--temporary flagAny agent with Wrangler 4.102.0 or later installed can deploy by running:
wrangler deploy --temporaryThe agent does not need to have run wrangler login--temporary flag .
When the flag is used, Cloudflare automatically creates (or reuses) a temporary preview account on the backend. The Worker is deployed to a workers.dev URL, and Wrangler prints a unique claim URL .
The temporary deployment stays live for 60 minutes . During this window, anyone with the claim URL can preview the Worker. If no one claims it within the hour, the deployment and its associated resources expire automatically
.
To make the deployment permanent, a human opens the claim URL and signs in to (or creates) a Cloudflare account. Once claimed, the Worker and its resources are transferred to that account . Cloudflare's documentation specifies that the deployment is intended as a preview flow, not a permanent account setup
.
If the deployment is not claimed, Cloudflare handles cleanup automatically — no dangling infrastructure or orphaned resources .

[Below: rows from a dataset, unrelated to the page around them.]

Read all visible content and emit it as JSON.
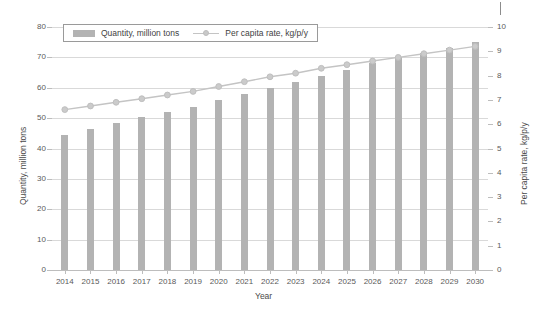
{
  "chart_data": {
    "type": "bar",
    "title": "",
    "xlabel": "Year",
    "ylabel": "Quantity, million tons",
    "y2label": "Per capita rate, kg/p/y",
    "ylim": [
      0,
      80
    ],
    "y2lim": [
      0,
      10
    ],
    "yticks": [
      0,
      10,
      20,
      30,
      40,
      50,
      60,
      70,
      80
    ],
    "y2ticks": [
      0,
      1,
      2,
      3,
      4,
      5,
      6,
      7,
      8,
      9,
      10
    ],
    "grid": true,
    "legend_position": "top-center",
    "categories": [
      "2014",
      "2015",
      "2016",
      "2017",
      "2018",
      "2019",
      "2020",
      "2021",
      "2022",
      "2023",
      "2024",
      "2025",
      "2026",
      "2027",
      "2028",
      "2029",
      "2030"
    ],
    "series": [
      {
        "name": "Quantity, million tons",
        "kind": "bar",
        "axis": "left",
        "color": "#b3b3b3",
        "values": [
          44.5,
          46.5,
          48.3,
          50.3,
          52.0,
          53.8,
          56.0,
          57.8,
          59.8,
          61.8,
          64.0,
          66.0,
          68.0,
          70.0,
          71.5,
          73.2,
          75.0
        ]
      },
      {
        "name": "Per capita rate, kg/p/y",
        "kind": "line",
        "axis": "right",
        "color": "#c4c4c4",
        "values": [
          6.6,
          6.75,
          6.9,
          7.05,
          7.2,
          7.35,
          7.55,
          7.75,
          7.95,
          8.1,
          8.3,
          8.45,
          8.6,
          8.75,
          8.9,
          9.05,
          9.2
        ]
      }
    ]
  },
  "legend": {
    "items": [
      {
        "label": "Quantity, million tons"
      },
      {
        "label": "Per capita rate, kg/p/y"
      }
    ]
  }
}
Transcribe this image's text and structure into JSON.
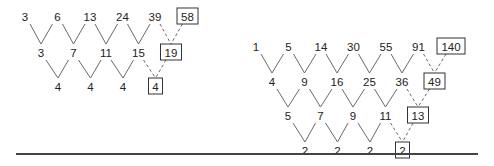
{
  "diagram": {
    "tables": [
      {
        "name": "left",
        "rows": [
          {
            "values": [
              "3",
              "6",
              "13",
              "24",
              "39"
            ],
            "predicted": "58",
            "y": 16,
            "x0": 25
          },
          {
            "values": [
              "3",
              "7",
              "11",
              "15"
            ],
            "predicted": "19",
            "y": 52,
            "x0": 41
          },
          {
            "values": [
              "4",
              "4",
              "4"
            ],
            "predicted": "4",
            "y": 86,
            "x0": 58
          }
        ],
        "step": 32.5
      },
      {
        "name": "right",
        "rows": [
          {
            "values": [
              "1",
              "5",
              "14",
              "30",
              "55",
              "91"
            ],
            "predicted": "140",
            "y": 46,
            "x0": 256
          },
          {
            "values": [
              "4",
              "9",
              "16",
              "25",
              "36"
            ],
            "predicted": "49",
            "y": 81,
            "x0": 272
          },
          {
            "values": [
              "5",
              "7",
              "9",
              "11"
            ],
            "predicted": "13",
            "y": 115,
            "x0": 288
          },
          {
            "values": [
              "2",
              "2",
              "2"
            ],
            "predicted": "2",
            "y": 150,
            "x0": 305
          }
        ],
        "step": 32.5
      }
    ],
    "baseline": {
      "x1": 16,
      "x2": 478,
      "y": 154
    },
    "colors": {
      "line": "#6a6a6a",
      "text": "#222222",
      "box": "#333333",
      "baseline": "#444444"
    }
  }
}
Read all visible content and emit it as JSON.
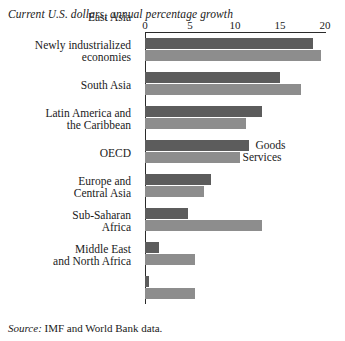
{
  "subtitle": "Current U.S. dollars, annual percentage growth",
  "source": {
    "label": "Source:",
    "text": "IMF and World Bank data."
  },
  "legend": {
    "goods": "Goods",
    "services": "Services",
    "goods_color": "#5c5c5c",
    "services_color": "#8d8d8d"
  },
  "chart_data": {
    "type": "bar",
    "orientation": "horizontal",
    "title": "",
    "subtitle": "Current U.S. dollars, annual percentage growth",
    "xlabel": "",
    "ylabel": "",
    "xlim": [
      0,
      20
    ],
    "xticks": [
      0,
      5,
      10,
      15,
      20
    ],
    "xticklabels": [
      "0",
      "5",
      "10",
      "15",
      "20"
    ],
    "grid": false,
    "legend_position": "inside-right",
    "categories": [
      "East Asia",
      "Newly industrialized economies",
      "South Asia",
      "Latin America and the Caribbean",
      "OECD",
      "Europe and Central Asia",
      "Sub-Saharan Africa",
      "Middle East and North Africa"
    ],
    "category_lines": [
      [
        "East Asia"
      ],
      [
        "Newly industrialized",
        "economies"
      ],
      [
        "South Asia"
      ],
      [
        "Latin America and",
        "the Caribbean"
      ],
      [
        "OECD"
      ],
      [
        "Europe and",
        "Central Asia"
      ],
      [
        "Sub-Saharan",
        "Africa"
      ],
      [
        "Middle East",
        "and North Africa"
      ]
    ],
    "series": [
      {
        "name": "Goods",
        "color": "#5c5c5c",
        "values": [
          18.7,
          15.0,
          13.0,
          11.6,
          7.3,
          4.8,
          1.6,
          0.4
        ]
      },
      {
        "name": "Services",
        "color": "#8d8d8d",
        "values": [
          19.6,
          17.3,
          11.2,
          10.5,
          6.6,
          13.0,
          5.6,
          5.6
        ]
      }
    ]
  }
}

The feature currently supports deploying Cloudflare Workers to a workers.dev URL via Wrangler . The claim-deployments flow is specifically designed for Workers deployments
. Cloudflare's changelog positions the feature as a first step for AI agent deployments, hinting at potential future expansion
.
Cloudflare actually has two different mechanisms for agent-driven account creation, and they serve different purposes:
The key distinction: Temporary Accounts are for fast, frictionless previews — ideal for an agent prototyping a website or API. The Stripe-powered protocol is for production-grade, billed infrastructure where the agent registers domains and starts paid subscriptions.
Cloudflare's CEO described Temporary Accounts as a way to let agents "get a live Worker in seconds" without any account friction , while the Stripe integration was framed as making agents "Cloudflare customers" who can buy services autonomously
.
Cloudflare launched Temporary Accounts against a backdrop of a historic shift in internet traffic. On June 3, 2026, Cloudflare CEO Matthew Prince announced that automated agent traffic had surpassed human web traffic for the first time .
According to Cloudflare Radar data:
Prince noted that the data is "a bit messy" but that AI agents are "now indisputably the web's biggest traffic drivers" . The figure covers HTML requests specifically, not video, email, or gaming traffic
. Cloudflare's Radar API provides endpoints for retrieving traffic distribution by AI user agent, which underpins this dataset
.
Temporary Accounts fit directly into this trend: if the majority of internet traffic is already driven by machines, the infrastructure they deploy to should be equally accessible to machines. As Cloudflare noted, the old account-creation flows were "built for humans" and created a hard stop for background agents . Temporary Accounts remove that stop, enabling a fully machine-driven deployment loop — at least for previews.
For developers building AI coding agents, Temporary Accounts offer a practical shortcut. Rather than embedding OAuth flows or API key provisioning into the agent's deployment logic, you can now rely on a single flag. The workflow becomes:
wrangler deploy --temporaryThis is particularly useful for agent frameworks like Claude Managed Agents (with which Cloudflare integrated ) or any coding agent that needs to share a working preview with a human operator before committing to a full production deployment.
However, the feature is explicitly not for production. Cloudflare's documentation directs users to permanent Cloudflare accounts (via wrangler login. Temporary Accounts fill a specific gap: the preview-and-handoff stage between agent development and human sign-off.
Cloudflare's Temporary Accounts are a pragmatic response to a fundamental mismatch: the web was designed for humans, but a growing share of its traffic — and its code deployments — is now generated by machines. By letting agents deploy Workers with a single flag, Cloudflare removes a human gate without removing human oversight (via the claim flow). Whether this leads to faster agent iteration or just more ephemeral web infrastructure depends on how developers choose to use it. But the direction is clear: the platform tools of the future will need to talk to agents, not just people.